You are an educated man. You have an undergraduate degree in the Classical Languages and you will soon complete an earned Master of Theology to which I know you have diligently applied yourself. You are already known to be a good teacher and preacher and you clearly have pastoral gifts that will flourish in our common life. You are a man of quality, many good personal qualities for which you are already esteemed in this parish. People like you. But listen to me: right here, right now, we no longer care about your personal qualities, but rather we are concerned with the Gift that is about to be bestowed upon you by the Bishop.
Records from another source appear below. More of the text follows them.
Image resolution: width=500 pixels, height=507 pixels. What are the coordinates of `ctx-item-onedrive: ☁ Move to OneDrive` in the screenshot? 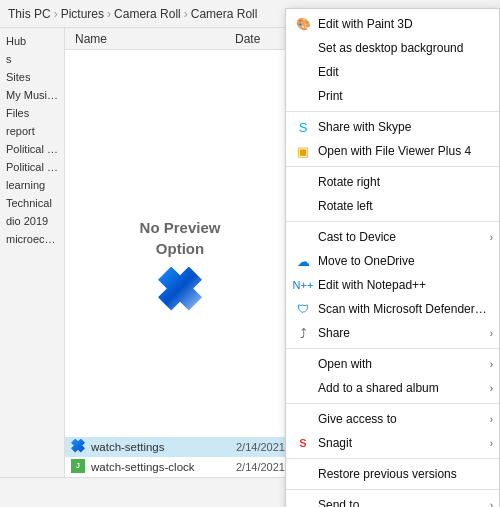 It's located at (392, 261). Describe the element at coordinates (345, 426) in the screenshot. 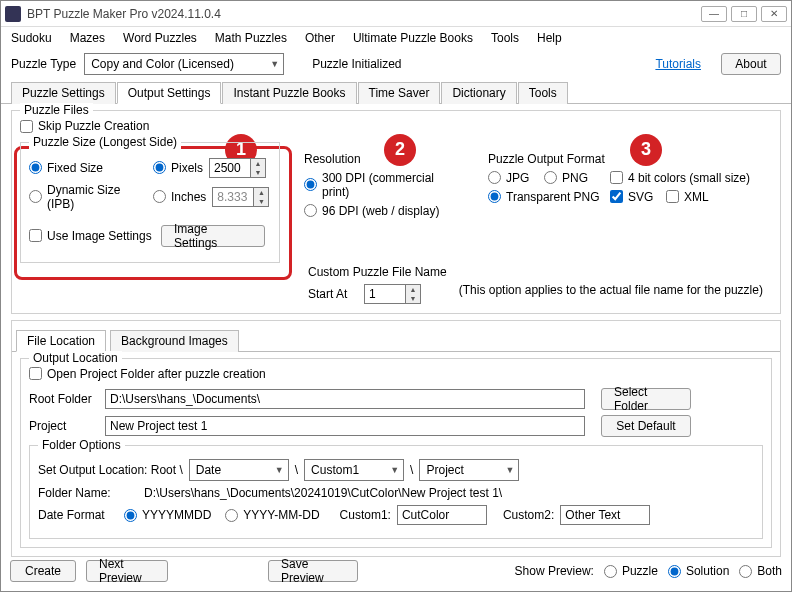

I see `project-field: New Project test 1` at that location.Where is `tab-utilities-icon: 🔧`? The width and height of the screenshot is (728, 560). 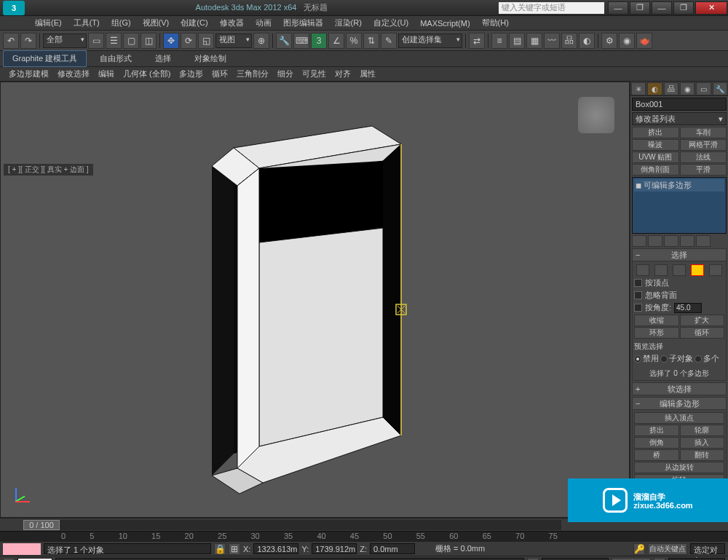 tab-utilities-icon: 🔧 is located at coordinates (720, 89).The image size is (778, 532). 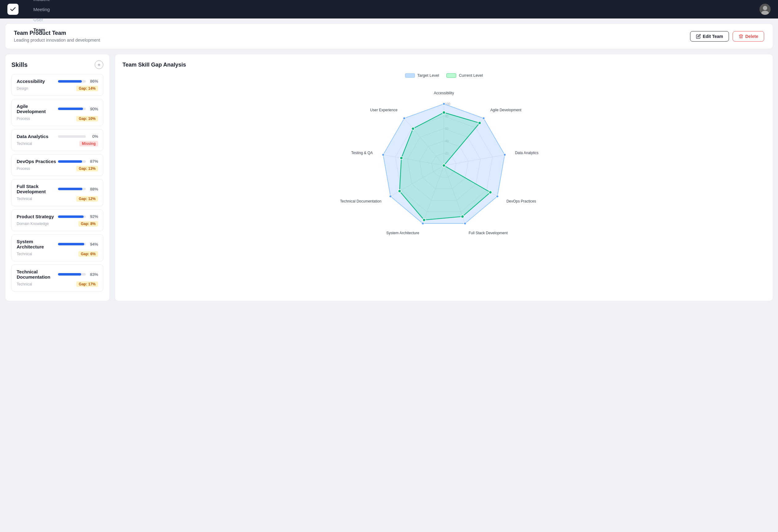 What do you see at coordinates (19, 65) in the screenshot?
I see `skills-title: Skills` at bounding box center [19, 65].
It is not you personally, not your many gifts, that now matter most: what is supreme is this Office, this Sacrament - not yourself, not what you bring, but the Grace and Order that is infused into your interior life.

 

I once again quote Archbishop Haverland on the manner and material of our preaching and teaching: “We preach and proclaim the gospel of Christ incarnate, crucified, and risen to bring our people to a lively faith; and in particular we preach this gospel so as to move them to frequent and devout resort to the sacraments, that they might live within the sacramental life of the Church, the new Eve, the new Mother of all things living.”

 

Even as a Deacon, the Altar of God, the Holy Eucharist, its ceremonials, its materials of bread and wine, and also the linens, and vestments, and vessels should be always on your mind, because it is at the Altar that your whole ministry will be formed in the sacramental life of the Church. All your duties as well as your personal destiny flows from the Sacramental life of Christ at the Altar. As the priest is the image of the Bridegroom standing before the Bride of Christ, so the deacon has his proper iconographic role as well. As a priest at the Altar becomes a living image and icon of Christ and dares to speak the very Word of Christ spoke on the night in which he was betrayed, so too the Deacon becomes an icon of the heavenly Angels whose biblically identified duties were to deliver God’s message, to bring God’s comfort to his children as well as to bring the prayers of the Church before the Throne of Grace. The Feast of the Annunciation commemorates the news of our Lord’s Incarnation, delivered by the message of an Angel. The same Angels that comforted him after his temptation and the same Angels that bring the prayers of the saints to the Father in John’s Revelation. In some of older western art and iconography Angels are shown wearing a dalmatic, bearing a chalice, and swinging a thurible. But what is truly Angelic is truly Christological: proclamation and nurture, having compassion on the sick and the poor, feeding the multitudes, washing the feet of the disciples and intercessory prayer. Your duties may be Angelic, but you state of being is known in the Image and Icon of Christ our Lord.

 

You have come before us in a plain white alb. You will soon be vested in a deacon’s stole and a dalmatic. You will sing the Gospel. And you will bring the precious blood of Jesus to the Church gathered around this altar. You come, as it were, with nothing and you are given everything. We all come emptied handed and yet the God of the Universe is pleased to rest in the palm of our hands. You, soon-to-be Father Sean McDermott — you have come before us in a plain white alb. You are the very image of an empty, white canvas. And upon your emptiness, God the Father will paint the living Icon of our Savior Jesus Christ. This is your high esteem, this is your life project, your true vocation — to empty yourself so that you may be to us all the living Image of our Savior Jesus Christ.